“The creatures keep great hampers,” she
declared, “that swallow up bottles of wine,
cold chickens, and other titbits, fine linen, old
clothes, oil, sugar, and candles—the best
pickings from a rich man’s house. No, I’ll
not let my little Jean be sucked to death by such
vampires. I mean to keep your house in order.
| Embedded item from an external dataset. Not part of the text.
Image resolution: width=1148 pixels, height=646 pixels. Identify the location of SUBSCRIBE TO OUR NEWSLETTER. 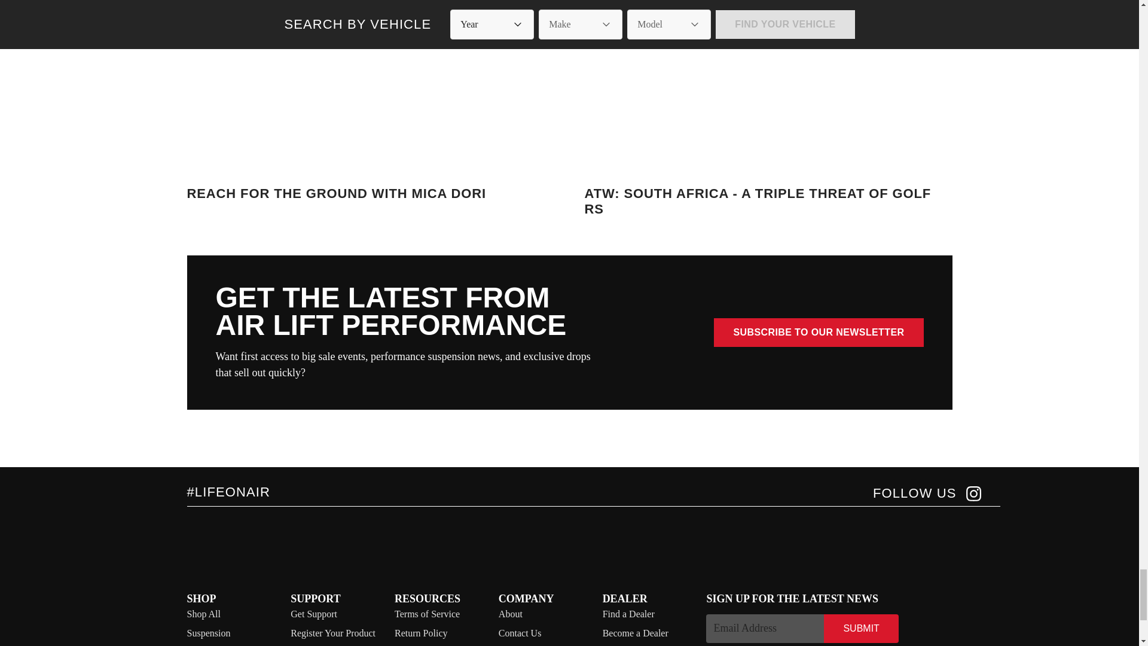
(818, 333).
No one will ever know I am your aunt. And if
they did know, there’s nobody, I should hope,
could object. I don’t know why anyone should
be ashamed of me. They can lay my whole life bare,
I have nothing to blush for. And there’s
many a Duchess can’t say as much. As for
forsaking the lad for fear of doing him a hurt, well,
the notion is just what I expected of you, Servien;
you’ve always been a bit simple-minded. I
mean to stay all my life with Jean. No, little
lad, you’ll never drive your old aunt out of
your house, will you? And who could ever make
your bed the way I can, my lamb?”
Jean promised his father faithfully, oh! most faithfully,
he would lead a hardworking life. Then he shut
himself up in his room and pictured the future to
himself—long years of austere and methodical
labour.
He mapped out his days systematically. In the
morning he wrote copies to improve his handwriting,
seated at a corner of the workbench. After breakfast
he did sums in his bedroom. Every evening he
went to the Rue Soufflot by way of the Luxembourg
gardens to a private tutor’s, and the old man
would set him dictations and explain the rules of
simple interest. On reaching the gate adjoining
the Fontaine Medicis the boy always turned
round for a look at the statues of women he could discern
standing like white ghosts along the terrace.
He had left behind on the path of life another fascinating
vision.
He never read a theatrical poster now, and deliberately
forgot his favorite poets for fear of renewing his
pain.
XII
This new life pleased him; it slipped by with a soothing
monotony, and he found it healthful and to his taste.
One evening, as he was coming downstairs at his old
tutor’s, a stout man offered him, with a sweep
of the arm, the bill of fare advertising a neighbouring
cook-shop; he carried a huge bundle of them under
his left arm. Then stopping abruptly:
“Per Bacco!” cried the fellow;
“it is my old pupil. Tall and straight
as a young poplar, here stands Monsieur Jean Servien!”
It was no other than the Marquis Tudesco. His
red waistcoat was gone; instead he wore a sort of
sleeved vest of coarse ticking, but his shining face,
with the little round eyes and hooked nose, still
wore the same look of merry, mischievous alertness
that was so like an old parrot’s.
Jean was surprised to see him, and not ill-pleased
after all. He greeted him affectionately and
asked what he was doing now.
Copyrights
The Aspirations of Jean Servien from Project Gutenberg. Public domain.